The Hidden Heritage of High Lodge

Insects of High Lodge

As well as scarce and rare butterflies and moths, Thetford Forest is home to insect species especially associated with conifer plantations. These include bark beetles; longhorn beetles; the pine weevil; the gall-lice; pine sawflies and wood wasps.

The Trident Beetle is abundant on sandy ground where it buries rabbit droppings as food for its larvae.

The rarer Scarabaeid makes balls of cow dung for its grubs while the Chrysomelid Beetle feeds on Lady's Bedstraw.

The Black-banded Spider-Hunting Wasp hunts wolf spiders, which it paralyses and then lays its eggs on its body. It requires open sand in direct sunlight where prey is abundant and in which it can excavate a brood chamber.

The Brush-Thighed Seed-Eater depends on the plant known as Fat Hen, a fast-growing annual associated with heavily disturbed ground, in sandy situations.

Solitary bees; digger wasps and sand wasps burrow into the sandy soil which is essential for their life cycle.

A proportion of dead trees are left standing after clearfelling, providing they are regarded as safe because they are important standing deadwood habitat. Fallen trees are left to rot down where they fall, as shaded rotting wood is important habitat for invertebrates. Areas of chalky and sandy ground are left free of trees as ideal insect habitat.

Dragonflies. Water Boatman and other aquatic insects are found in the river valleys and there are ground-dwelling spiders which thrive among the plantations.

In all, there are 37 red data invertebrate species and 129 nationally scarce invertebrate species associated with the dry grassland, wetland and temporary pools and sandy tracks within the Forest.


An exact transcription of all the records below is required, without any images.

Web page and app entries:

+ + + + +

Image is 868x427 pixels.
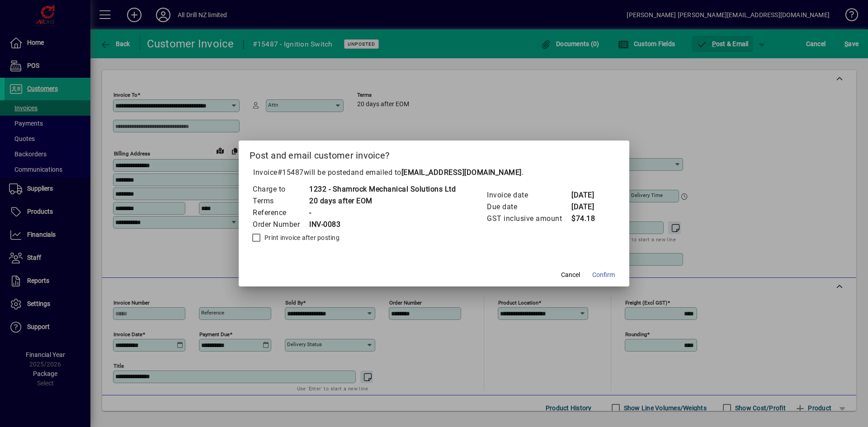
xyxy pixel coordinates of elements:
[571,189,608,201] td: [DATE]
[487,189,571,201] td: Invoice date
[593,270,615,279] span: Confirm
[252,184,309,195] td: Charge to
[263,233,340,242] label: Print invoice after posting
[589,266,619,283] button: Confirm
[278,168,304,177] span: #15487
[309,195,456,207] td: 20 days after EOM
[252,207,309,218] td: Reference
[351,168,522,177] span: and emailed to
[250,167,619,178] p: Invoice will be posted .
[487,201,571,213] td: Due date
[556,266,585,283] button: Cancel
[571,201,608,213] td: [DATE]
[309,218,456,230] td: INV-0083
[571,213,608,225] td: $74.18
[252,195,309,207] td: Terms
[309,207,456,218] td: -
[561,270,580,279] span: Cancel
[401,168,522,177] b: [EMAIL_ADDRESS][DOMAIN_NAME]
[252,218,309,230] td: Order Number
[309,184,456,195] td: 1232 - Shamrock Mechanical Solutions Ltd
[487,213,571,225] td: GST inclusive amount
[239,141,629,167] h2: Post and email customer invoice?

+ + + + +

• _Problem solution_:
Image is 868x427 pixels.
xyxy pixel coordinates of elements:
[571,189,608,201] td: [DATE]
[487,189,571,201] td: Invoice date
[593,270,615,279] span: Confirm
[252,184,309,195] td: Charge to
[263,233,340,242] label: Print invoice after posting
[589,266,619,283] button: Confirm
[278,168,304,177] span: #15487
[309,195,456,207] td: 20 days after EOM
[252,207,309,218] td: Reference
[351,168,522,177] span: and emailed to
[250,167,619,178] p: Invoice will be posted .
[487,201,571,213] td: Due date
[556,266,585,283] button: Cancel
[571,201,608,213] td: [DATE]
[309,218,456,230] td: INV-0083
[571,213,608,225] td: $74.18
[252,195,309,207] td: Terms
[309,207,456,218] td: -
[561,270,580,279] span: Cancel
[401,168,522,177] b: [EMAIL_ADDRESS][DOMAIN_NAME]
[252,218,309,230] td: Order Number
[309,184,456,195] td: 1232 - Shamrock Mechanical Solutions Ltd
[487,213,571,225] td: GST inclusive amount
[239,141,629,167] h2: Post and email customer invoice?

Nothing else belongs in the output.